Below is a sketch of Jim Pascoe, drawn in a coffee shop on
Carson Street in Pittsburgh some time in the late 1990s. You can tell it is late at night because I tend to want to
sketch like Moebius when I’m tired.
Here is a detail of the same page. Jim seems to have a
jaundiced eye, but that is my mistake. I tried touching it up, but I had used some fountain pen I had been trying out with water-based ink, and painting over it with white
watercolor didn’t work too well. What that Bill Sienkiewicz-like doodle is
doing in the upper right corner I have no idea.
Jim wrote a zombie script for some kind of anthology some time in the mid-2000s, which
I thumbnailed below.
Here is one of the penciled pages. I regret drawing it in 11
x 17” format which I found to be constraining. That’s one of the main reasons I
never finished it. As I’m getting older, I need to draw bigger originals just
to see what I’m doing and to be able to put in all the detail, such as carnival
backgrounds in this case.
I liked these drawings a lot, though. I had to do some research on drawing children to get the right age. I like the dynamism of the figures. But I did not leave enough room to letter, which became part of my frustration with this job. I think I must have been going to school already by this time, and I was really out of practice. My instincts were just off.
Here’s the top tier of the last page I attempted to pencil. I had school and other commitments that made it impossible for me to complete this project; the inker ended up completing the art from my thumbnails. I wish I had gone that route in the first place! Jim later showed me the finished art.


• **Instructions to follow**
Write out exactly the lines running from the one with "Outline *clothing*." to the end of the data, including both of those lines and excluding pictures.

• **Dataset entries**
..........
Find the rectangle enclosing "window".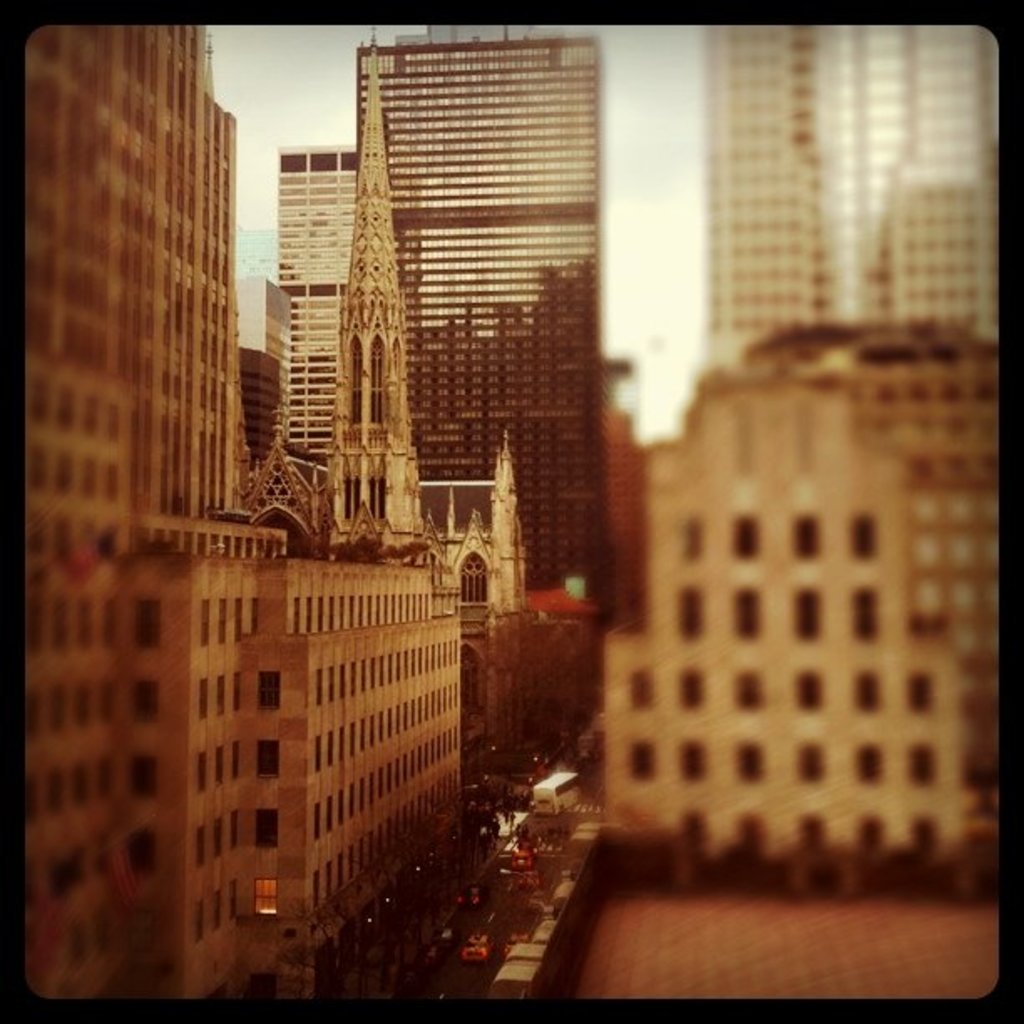
[left=905, top=750, right=939, bottom=800].
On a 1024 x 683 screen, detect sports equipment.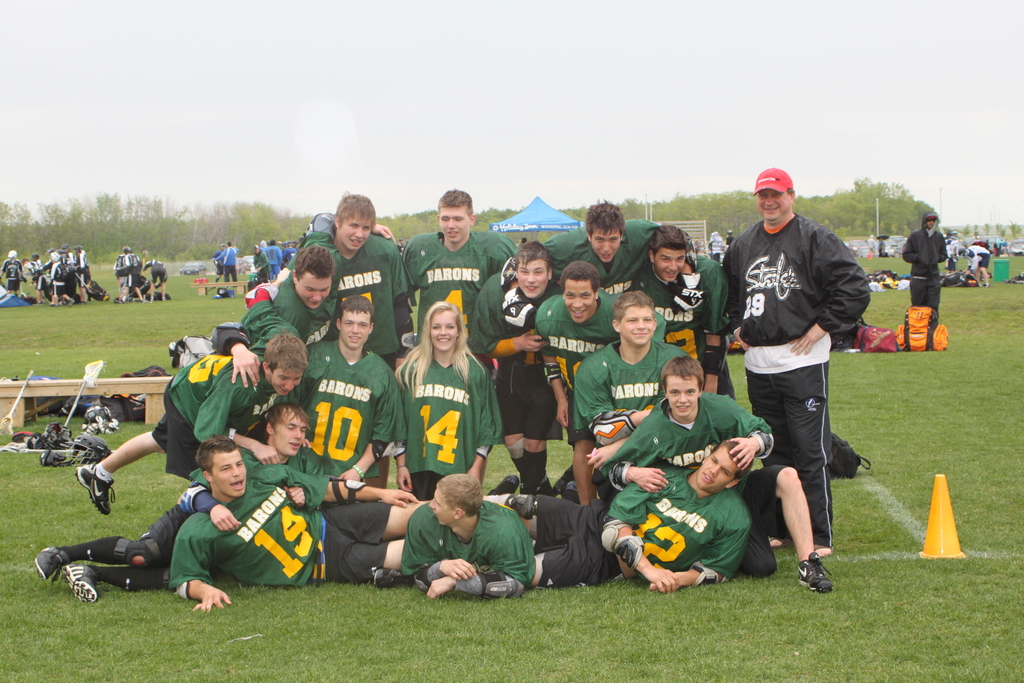
BBox(245, 282, 282, 309).
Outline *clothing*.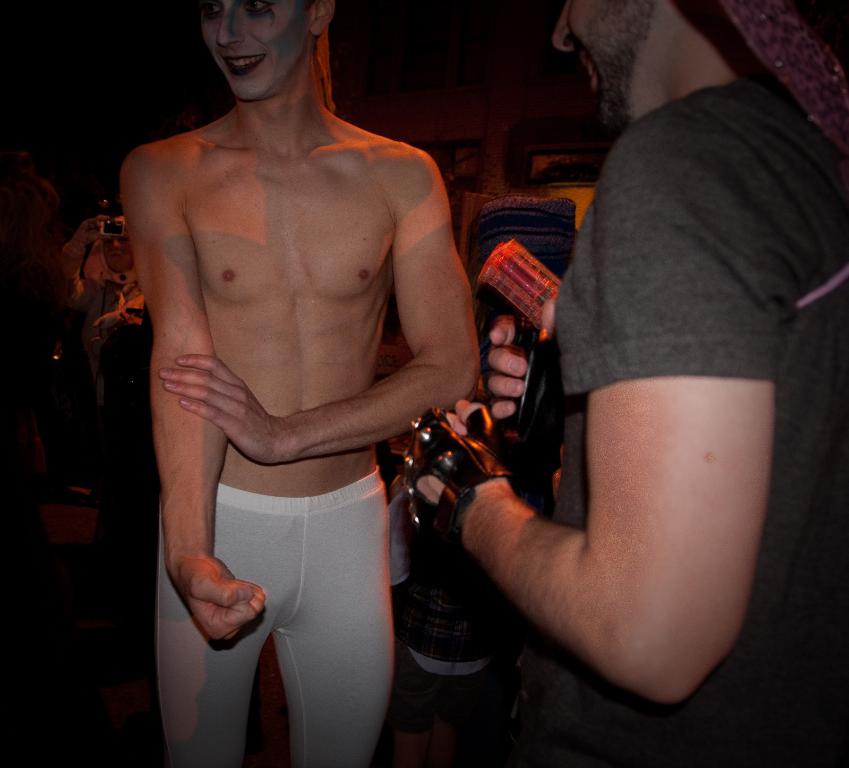
Outline: box(80, 279, 151, 409).
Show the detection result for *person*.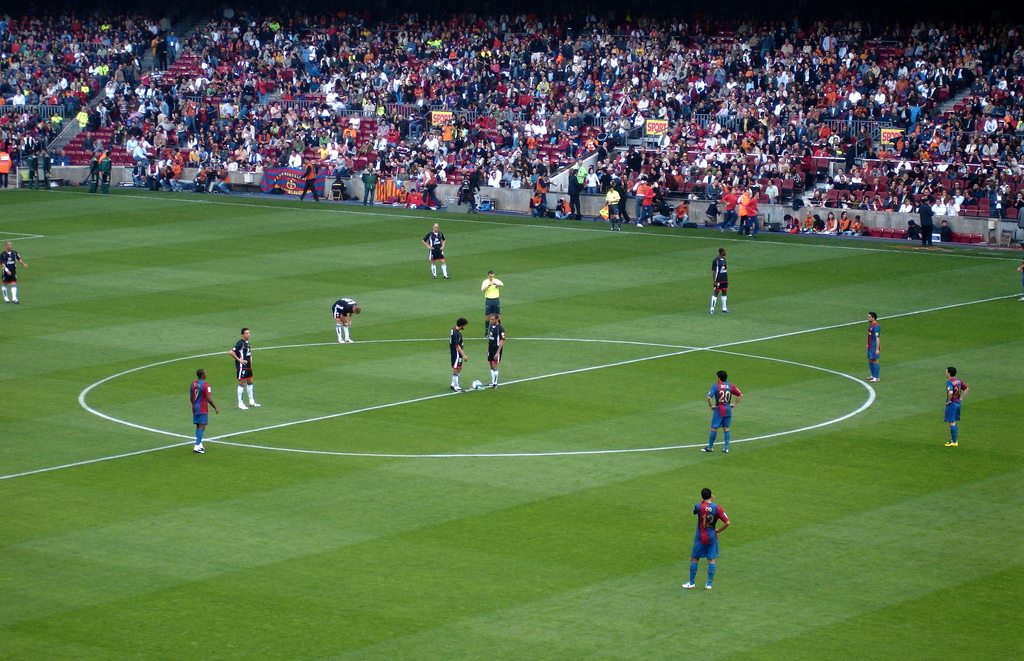
{"x1": 424, "y1": 224, "x2": 452, "y2": 280}.
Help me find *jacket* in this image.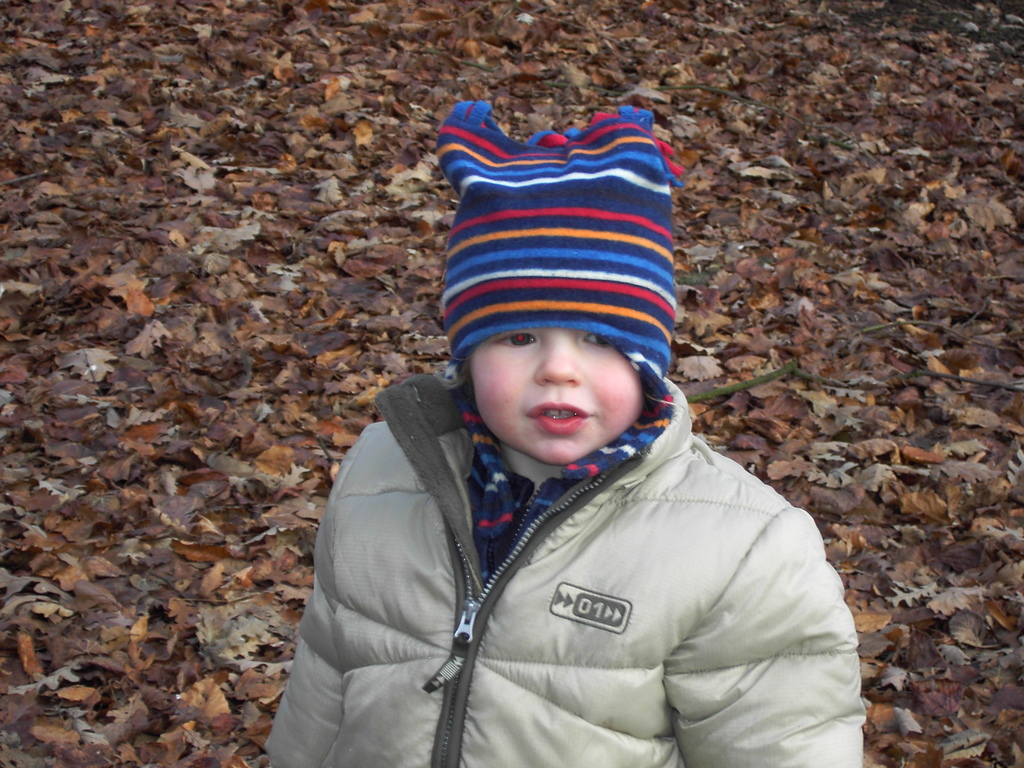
..........
• **Solution below**
Outline *clothing*.
Outline: box(80, 279, 151, 409).
Show the detection result for *person*.
{"x1": 424, "y1": 224, "x2": 452, "y2": 280}.
Help me find *jacket* in this image.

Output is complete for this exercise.